Google Service Account authentication in .NET
Authenticate app with service account for working with Google services
In case you are a .NET developer and you are using Google Cloud platform, eventually your apps or services will have to interact with Google Cloud (GCE) services. Good thing is that complete GCE is exposed through REST API.
Whole authentication is done through OAuth 2.0, but the authentication of website applications and your services which might be running in background on your server is not the same. Better said should not be the same and one of the main reasons is that for service you do not have a real used consent to use the app.
Of course, you can do this by logging in using browser and acquire code and authentication token, but this is not actually the proper way of doing this. For this kind of requirement Google has something called Service Accounts (https://console.cloud.google.com/iam-admin/serviceaccounts/).
Once you create a service account, you will be offered to download P12 or JSON certificate.
In this article I will be showing how to use P12 certificate, so once you create your account you should pick P12 and download it locally to your computer. Take care of this file as you will be using it to authenticate your application to Google regardless of the type of the service from Google you want to use (Analytics, Storage, Stackdriver, bigData...)
Since we got the certificate, we can switch to code. I will use GCE Storage service for this example, but it is applicable to any Google service long as you enable the service API in the API Manager/Dashboard (https://console.cloud.google.com/apis/dashboard)

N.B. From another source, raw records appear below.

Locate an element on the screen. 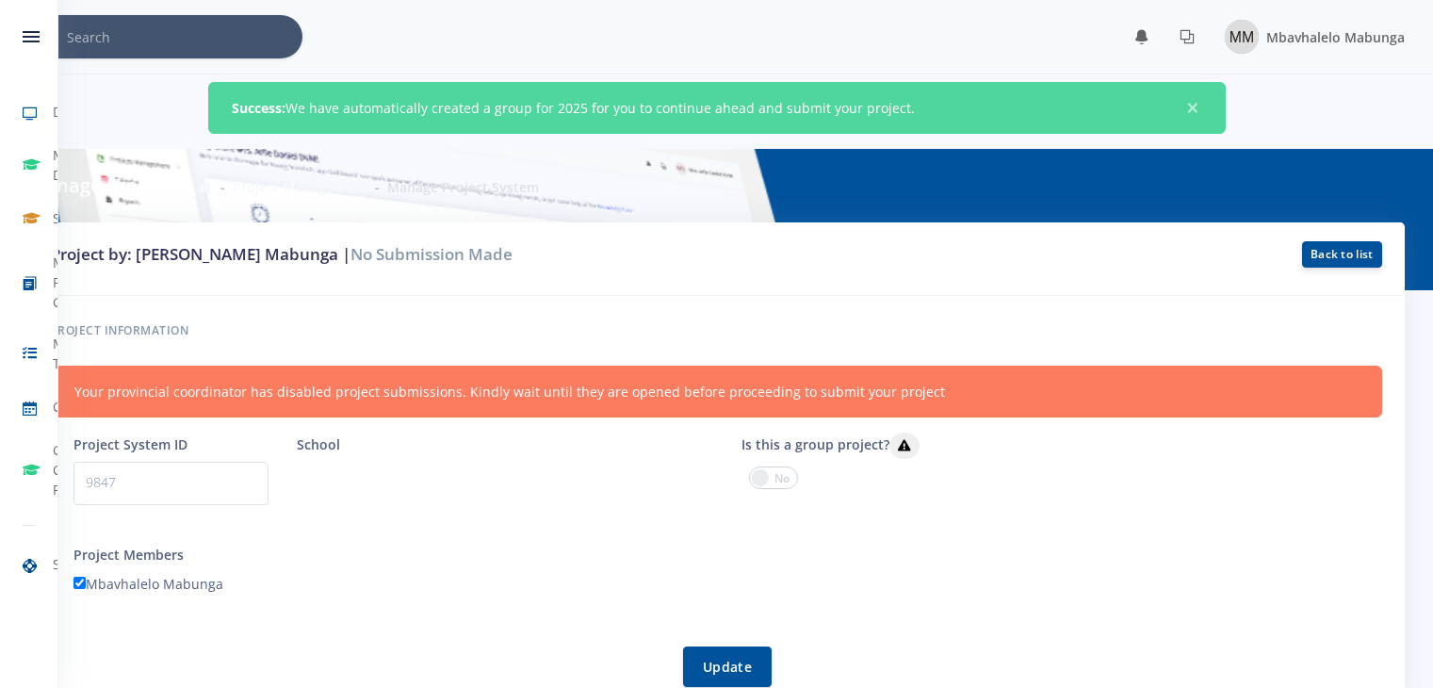 This screenshot has width=1433, height=688. input: Search is located at coordinates (185, 37).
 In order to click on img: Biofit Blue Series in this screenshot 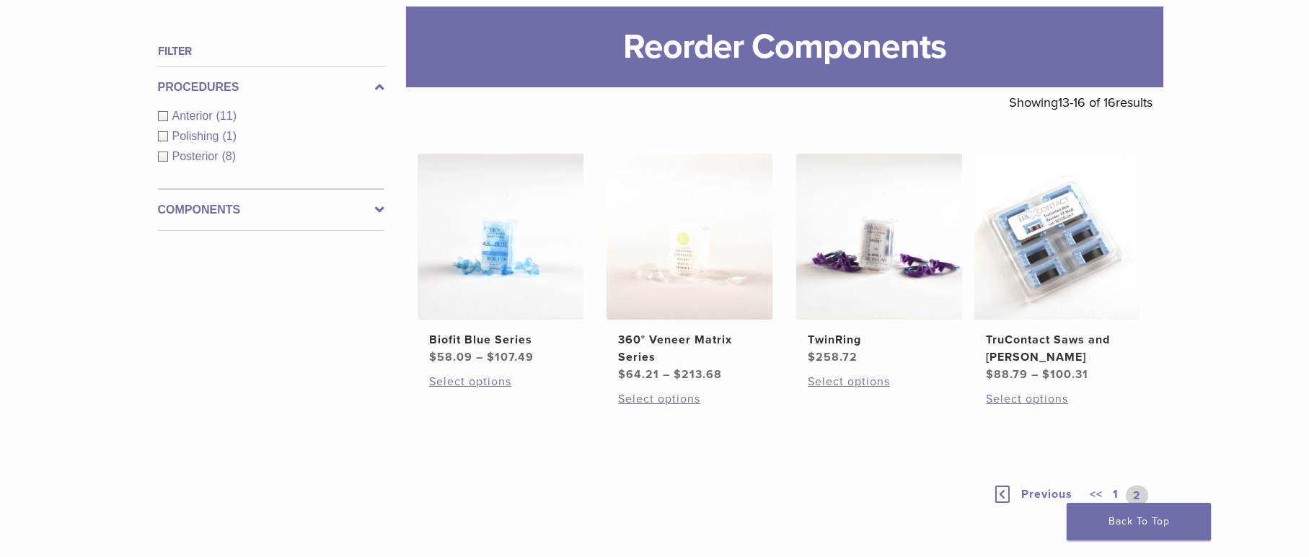, I will do `click(500, 237)`.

Before you start you need to add a reference to Google.Cloud.Storage.V1 nuget package in your project. Basically, you only need Google.Apis.Core and Google.Apis nuget, but since this example is showing usage of Google Cloud Storage we are going to reference that once and it will pull the other two basic ones mentioned. Now to start with the code:
using (var certificate = new X509Certificate2("<P12 Certificate Path Here>", "notasecret", X509KeyStorageFlags.Exportable)) { var credential = new ServiceAccountCredential(new ServiceAccountCredential.Initializer("<Service Account name generated in Google Developer Console>") { Scopes = new[] { StorageService.Scope.DevstorageReadWrite } }.FromCertificate(certificate)); /* Use Google Service with this authentication*/ }
Regarding the scopes, you can use the enumeration from the nuget, depending which Google service and nuget related to that service or you can use it as a string. List of scopes can be found at https://developers.google.com/identity/protocols/googlescopes. I prefer using enumeration over string, but you can use which ever suits for you better. So code above is equivalent to the following one:
using (var certificate = new X509Certificate2("<P12 Certificate Path Here>", "notasecret", X509KeyStorageFlags.Exportable)) { var credential = new ServiceAccountCredential(new ServiceAccountCredential.Initializer("<Service Account name generated in Google Developer Console>") { Scopes = new[] { @"https://www.googleapis.com/auth/devstorage.read_write" } }.FromCertificate(certificate)); /* Use Google Service with this authentication*/ }
Now we can start using the service:
using (var certificate = new X509Certificate2("<P12 Certificate Path Here>", "notasecret", X509KeyStorageFlags.Exportable)) { var credential = new ServiceAccountCredential(new ServiceAccountCredential.Initializer("<Service Account name generated in Google Developer Console>") { Scopes = new[] { StorageService.Scope.DevstorageReadWrite } }.FromCertificate(certificate)); using (var cloudStorageService = new StorageService(new BaseClientService.Initializer() { HttpClientInitializer = credential, ApplicationName = "My Application Name", })) { /* Using the service through the service object instance */ } }
For the application name you can use any string. I personally like to use the full class name from where the service is used from (this is usually Windows service class) and I initialize it in the static class constructor so it does not slow down code by executing the reflection:
static String applicatioName = typeof(Program).FullName;
Whole sample is wrapped in using syntax, so no worries about the resource releasing :)
UPDATE
If you are looking for authentication using JSON key file check Get most visited pages of your website from Google Analytics using C# article where using JSON service key is used to acquire Google Analytics Data.
References
- https://developers.google.com/identity/protocols/googlescopes
- Get most visited pages of your website from Google Analytics using C#
Disclaimer
Purpose of the code contained in snippets or available for download in this article is solely for learning and demo purposes. Author will not be held responsible for any failure or damages caused due to any other usage.